Biden to speak Thursday at Independence Hall
WASHINGTON — President Joe Biden is set to use a prime-time address Thursday to frame the upcoming midterm elections as part of an ongoing battle for the “soul of the nation” — a reprise of his 2020 campaign theme.
White House officials said that in the speech at Independence Hall in Philadelphia, less than 10 weeks before the midterms, Biden will hark back to the 2017 white supremacist protest in Charlottesville, Va., which he says brought him out of political retirement to challenge Trump.
“The president thinks that there is an extremist threat to our democracy,” said White House press secretary Karine Jean-Pierre on Wednesday. “It’s not stopping. It’s continuing.”
Biden allies stressed that while the president was set to condemn “ultra-MAGA” Republicans, he was not rejecting the entirety of the GOP and would use his remarks to call on traditional Republicans to join him in condemning Trump and his adherents.
Still, he faces a balancing act, as more than 74 million Americans voted for Trump in 2020.
Biden’s appearance is being billed as an official, taxpayer-funded event, a mark of how the president views defeating the Trump agenda as much as a policy aim as a political one.
The major broadcast television networks are not expected to carry the address live.
Jean-Pierre said Biden was holding the event in prime time because he believes “we need to save the core values of our of our country.”
House Minority Leader Kevin McCarthy announced he would speak in Scranton on Thursday afternoon on “Biden’s assault on the soul of America,” accusing the president of planning to “continue to disparage hard-working Americans.”
“Joe Biden is the divider-in-chief and epitomizes the current state of the Democrat Party: one of divisiveness, disgust, and hostility towards half the country,” said RNC Chairwoman Ronna McDaniel.
Biden’s trip to Philadelphia will be one of three presidential visits to the state within a week, a sign of its importance in the midterms, with competitive Senate and governor’s races. Trump will have a rally there this weekend.
The White House hopes to use the Philadelphia speech to unite familiar themes of Biden’s presidency under one banner: holding out bipartisan legislative wins on guns and infrastructure as evidence that democracies “can deliver,” pushing back on “extreme” GOP policies on guns and abortion that are out of step with most people’s views, and rejecting efforts to undermine confidence in the nation’s election or diminish its standing abroad.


About this task
Type out each entry exactly.

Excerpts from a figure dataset
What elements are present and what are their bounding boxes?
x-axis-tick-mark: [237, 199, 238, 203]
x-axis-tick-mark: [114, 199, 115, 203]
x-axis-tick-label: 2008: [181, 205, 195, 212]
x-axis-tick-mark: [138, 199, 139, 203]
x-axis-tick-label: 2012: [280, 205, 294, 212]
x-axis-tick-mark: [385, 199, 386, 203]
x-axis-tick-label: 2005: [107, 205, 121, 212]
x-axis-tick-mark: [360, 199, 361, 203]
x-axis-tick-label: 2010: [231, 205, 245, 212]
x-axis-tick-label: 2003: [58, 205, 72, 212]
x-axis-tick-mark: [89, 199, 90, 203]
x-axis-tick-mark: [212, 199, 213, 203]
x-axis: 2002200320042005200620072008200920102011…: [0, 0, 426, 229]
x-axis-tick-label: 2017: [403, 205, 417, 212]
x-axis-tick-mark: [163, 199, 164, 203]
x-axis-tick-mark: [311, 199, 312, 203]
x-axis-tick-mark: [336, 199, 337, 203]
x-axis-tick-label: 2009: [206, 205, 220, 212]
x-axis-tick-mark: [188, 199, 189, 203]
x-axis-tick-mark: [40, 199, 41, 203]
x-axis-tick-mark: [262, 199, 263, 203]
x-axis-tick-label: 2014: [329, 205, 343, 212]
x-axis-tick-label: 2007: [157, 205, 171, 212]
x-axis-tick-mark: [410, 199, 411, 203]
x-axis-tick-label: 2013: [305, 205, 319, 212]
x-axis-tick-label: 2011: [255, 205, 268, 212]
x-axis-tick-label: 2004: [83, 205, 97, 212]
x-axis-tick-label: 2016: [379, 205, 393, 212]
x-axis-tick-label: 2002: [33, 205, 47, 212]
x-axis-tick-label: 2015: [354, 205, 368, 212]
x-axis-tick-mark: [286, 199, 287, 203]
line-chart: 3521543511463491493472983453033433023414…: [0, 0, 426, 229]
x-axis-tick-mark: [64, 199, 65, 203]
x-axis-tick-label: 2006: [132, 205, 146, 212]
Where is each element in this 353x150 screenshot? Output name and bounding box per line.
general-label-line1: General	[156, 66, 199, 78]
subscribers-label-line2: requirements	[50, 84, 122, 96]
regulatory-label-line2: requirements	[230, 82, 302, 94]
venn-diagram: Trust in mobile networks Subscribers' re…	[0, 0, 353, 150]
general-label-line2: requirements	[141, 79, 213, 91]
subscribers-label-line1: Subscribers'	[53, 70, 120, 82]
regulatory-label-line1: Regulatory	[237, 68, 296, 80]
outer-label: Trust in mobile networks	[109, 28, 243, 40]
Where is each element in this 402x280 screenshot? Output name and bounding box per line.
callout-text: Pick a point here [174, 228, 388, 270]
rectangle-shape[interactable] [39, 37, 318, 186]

Solution to the exercise
What elements are present and what are their bounding boxes?
x-axis-tick-mark: [237, 199, 238, 203]
x-axis-tick-mark: [114, 199, 115, 203]
x-axis-tick-label: 2008: [181, 205, 195, 212]
x-axis-tick-mark: [138, 199, 139, 203]
x-axis-tick-label: 2012: [280, 205, 294, 212]
x-axis-tick-mark: [385, 199, 386, 203]
x-axis-tick-label: 2005: [107, 205, 121, 212]
x-axis-tick-mark: [360, 199, 361, 203]
x-axis-tick-label: 2010: [231, 205, 245, 212]
x-axis-tick-label: 2003: [58, 205, 72, 212]
x-axis-tick-mark: [89, 199, 90, 203]
x-axis-tick-mark: [212, 199, 213, 203]
x-axis: 2002200320042005200620072008200920102011…: [0, 0, 426, 229]
x-axis-tick-label: 2017: [403, 205, 417, 212]
x-axis-tick-mark: [163, 199, 164, 203]
x-axis-tick-mark: [311, 199, 312, 203]
x-axis-tick-mark: [336, 199, 337, 203]
x-axis-tick-label: 2009: [206, 205, 220, 212]
x-axis-tick-mark: [188, 199, 189, 203]
x-axis-tick-mark: [40, 199, 41, 203]
x-axis-tick-mark: [262, 199, 263, 203]
x-axis-tick-label: 2014: [329, 205, 343, 212]
x-axis-tick-label: 2007: [157, 205, 171, 212]
x-axis-tick-mark: [410, 199, 411, 203]
x-axis-tick-label: 2013: [305, 205, 319, 212]
x-axis-tick-label: 2011: [255, 205, 268, 212]
x-axis-tick-label: 2004: [83, 205, 97, 212]
x-axis-tick-label: 2016: [379, 205, 393, 212]
x-axis-tick-label: 2002: [33, 205, 47, 212]
x-axis-tick-label: 2015: [354, 205, 368, 212]
x-axis-tick-mark: [286, 199, 287, 203]
line-chart: 3521543511463491493472983453033433023414…: [0, 0, 426, 229]
x-axis-tick-mark: [64, 199, 65, 203]
x-axis-tick-label: 2006: [132, 205, 146, 212]
Where is each element in this 353x150 screenshot? Output name and bounding box per line.
general-label-line1: General	[156, 66, 199, 78]
subscribers-label-line2: requirements	[50, 84, 122, 96]
regulatory-label-line2: requirements	[230, 82, 302, 94]
venn-diagram: Trust in mobile networks Subscribers' re…	[0, 0, 353, 150]
general-label-line2: requirements	[141, 79, 213, 91]
subscribers-label-line1: Subscribers'	[53, 70, 120, 82]
regulatory-label-line1: Regulatory	[237, 68, 296, 80]
outer-label: Trust in mobile networks	[109, 28, 243, 40]
Where is each element in this 402x280 screenshot? Output name and bounding box per line.
callout-text: Pick a point here [174, 228, 388, 270]
rectangle-shape[interactable] [39, 37, 318, 186]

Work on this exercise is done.